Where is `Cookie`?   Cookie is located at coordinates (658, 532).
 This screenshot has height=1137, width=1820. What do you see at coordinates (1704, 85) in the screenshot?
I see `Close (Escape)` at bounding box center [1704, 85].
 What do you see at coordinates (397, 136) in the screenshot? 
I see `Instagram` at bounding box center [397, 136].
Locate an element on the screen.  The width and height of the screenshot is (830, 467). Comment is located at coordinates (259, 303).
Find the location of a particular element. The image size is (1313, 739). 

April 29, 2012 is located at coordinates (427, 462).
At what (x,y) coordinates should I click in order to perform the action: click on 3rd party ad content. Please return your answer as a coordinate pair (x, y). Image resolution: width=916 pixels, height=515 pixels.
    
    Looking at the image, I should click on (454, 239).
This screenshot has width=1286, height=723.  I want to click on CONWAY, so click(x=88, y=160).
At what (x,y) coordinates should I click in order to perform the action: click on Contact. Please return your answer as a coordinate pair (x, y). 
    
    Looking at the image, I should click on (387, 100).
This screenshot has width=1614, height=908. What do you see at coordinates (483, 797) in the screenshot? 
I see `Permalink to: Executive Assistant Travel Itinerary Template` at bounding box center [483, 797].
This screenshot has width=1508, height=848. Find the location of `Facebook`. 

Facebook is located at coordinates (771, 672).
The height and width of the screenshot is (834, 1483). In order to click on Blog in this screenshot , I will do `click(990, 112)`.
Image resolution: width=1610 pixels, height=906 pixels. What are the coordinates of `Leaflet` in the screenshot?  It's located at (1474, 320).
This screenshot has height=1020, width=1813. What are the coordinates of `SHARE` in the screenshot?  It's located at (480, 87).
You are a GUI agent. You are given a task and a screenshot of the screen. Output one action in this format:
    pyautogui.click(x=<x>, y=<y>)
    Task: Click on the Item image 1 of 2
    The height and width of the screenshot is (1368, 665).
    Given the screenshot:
________________________
■ Task item
Transcribe all the material, keeping each word as it is.

■ Output below
Where is `Cookie`?   Cookie is located at coordinates (658, 532).
 This screenshot has height=1137, width=1820. What do you see at coordinates (1704, 85) in the screenshot?
I see `Close (Escape)` at bounding box center [1704, 85].
 What do you see at coordinates (397, 136) in the screenshot? 
I see `Instagram` at bounding box center [397, 136].
Locate an element on the screen.  The width and height of the screenshot is (830, 467). Comment is located at coordinates (259, 303).
Find the location of a particular element. The image size is (1313, 739). 

April 29, 2012 is located at coordinates (427, 462).
At what (x,y) coordinates should I click in order to perform the action: click on 3rd party ad content. Please return your answer as a coordinate pair (x, y). Image resolution: width=916 pixels, height=515 pixels.
    
    Looking at the image, I should click on (454, 239).
This screenshot has width=1286, height=723.  I want to click on CONWAY, so click(x=88, y=160).
At what (x,y) coordinates should I click in order to perform the action: click on Contact. Please return your answer as a coordinate pair (x, y). 
    
    Looking at the image, I should click on (387, 100).
This screenshot has width=1614, height=908. What do you see at coordinates (483, 797) in the screenshot? 
I see `Permalink to: Executive Assistant Travel Itinerary Template` at bounding box center [483, 797].
This screenshot has width=1508, height=848. Find the location of `Facebook`. 

Facebook is located at coordinates (771, 672).
The height and width of the screenshot is (834, 1483). In order to click on Blog in this screenshot , I will do `click(990, 112)`.
Image resolution: width=1610 pixels, height=906 pixels. What are the coordinates of `Leaflet` in the screenshot?  It's located at (1474, 320).
This screenshot has height=1020, width=1813. What are the coordinates of `SHARE` in the screenshot?  It's located at (480, 87).
You are a GUI agent. You are given a task and a screenshot of the screen. Output one action in this format:
    pyautogui.click(x=<x>, y=<y>)
    Task: Click on the Item image 1 of 2
    The height and width of the screenshot is (1368, 665).
    Given the screenshot:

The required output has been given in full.